Sergeant Colon sat down beside him. ‘You never suspected you’d got any posh connections?’

‘Well … my cousin Vincent once got done for indecently assaulting the Duchess of Quirm’s housemaid …’

‘Chambermaid or scullery maid?’

‘Scullery maid, I think.’

‘Probably doesn’t count, then. Does anyone else know about this?’

‘Well, she did, and she went and told …’

‘I mean about your lordshipping.’

‘Only Mr Vimes.’

‘Well, there you are,’ said Sergeant Colon, handing him back the scroll. ‘You don’t have to tell anyone. Then you don’t have to go around wearing golden trousers, and you needn’t hunt balls unless you’ve lost ’em. You just sit there, and I’ll fetch you a cup of tea, how about that? We’ll see it through, don’t you worry.’

‘You’re a toff, Fred.’

‘That makes two of us, m’lord!’ Colon waggled his eyebrows. ‘Get it? Get it?’
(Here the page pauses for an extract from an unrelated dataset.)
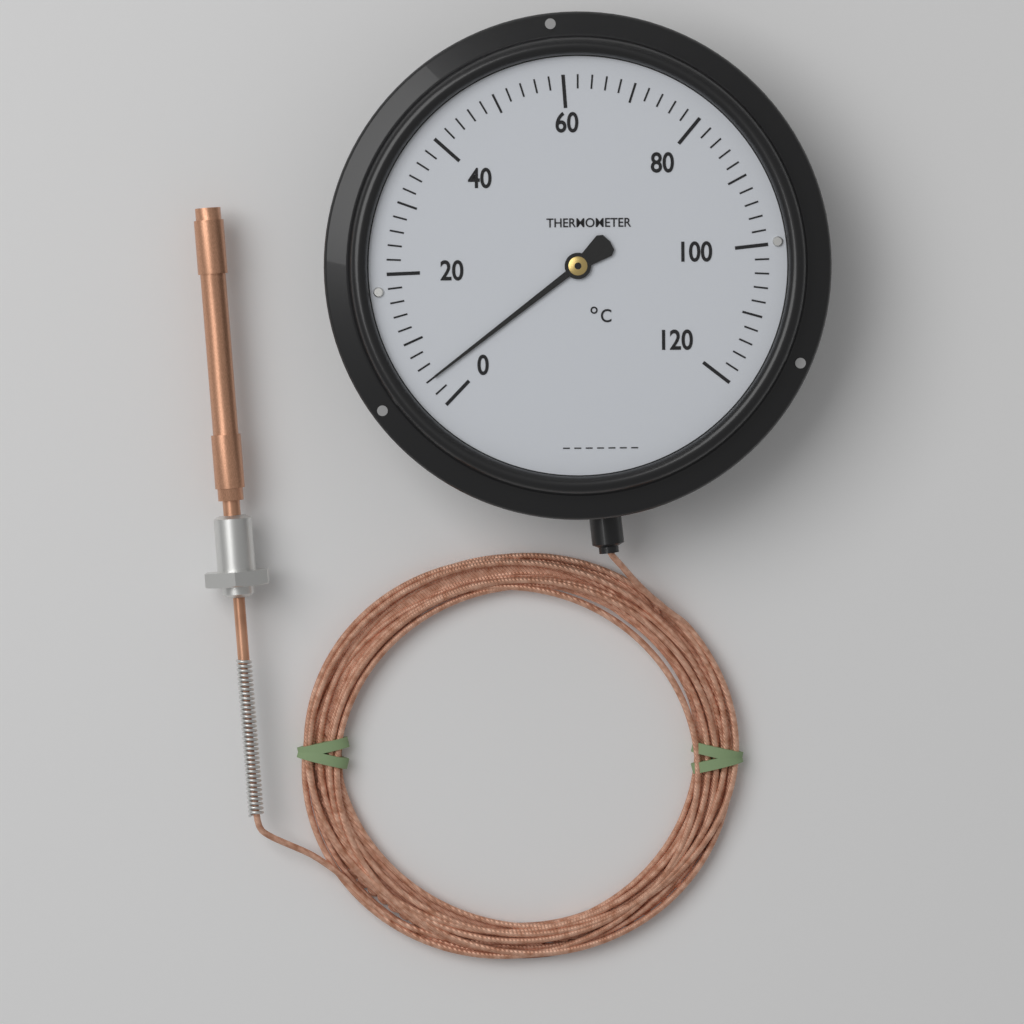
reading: 4 °C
‘Don’t, Fred,’ said Nobby wearily.

The Watch-House door opened.

Fog poured in like smoke. In the midst of it were two red eyes. The parting shreds revealed the massive figure of a golem.

‘Umpk,’ said Sergeant Colon.

The golem held up its slate:

I HAVE COME TO YOU.

‘Yeah. Yeah. Yeah. I’ve, er, yeah, I can see that,’ said Colon.

Dorfl turned the slate around. The other side read:

I GIVE MYSELF UP FOR MURDER. IT WAS I WHO KILLED THE OLD PRIEST. THE CRIME IS SOLVED.

Colon, once his lips had stopped moving, scurried behind the suddenly very flimsy defences of his desk and scrabbled through the papers there.

‘You keep it covered, Nobby,’ he said. ‘Make sure it don’t run off.’

‘Why’s it going to run off?’ said Nobby.

Sergeant Colon found a relatively clean piece of paper.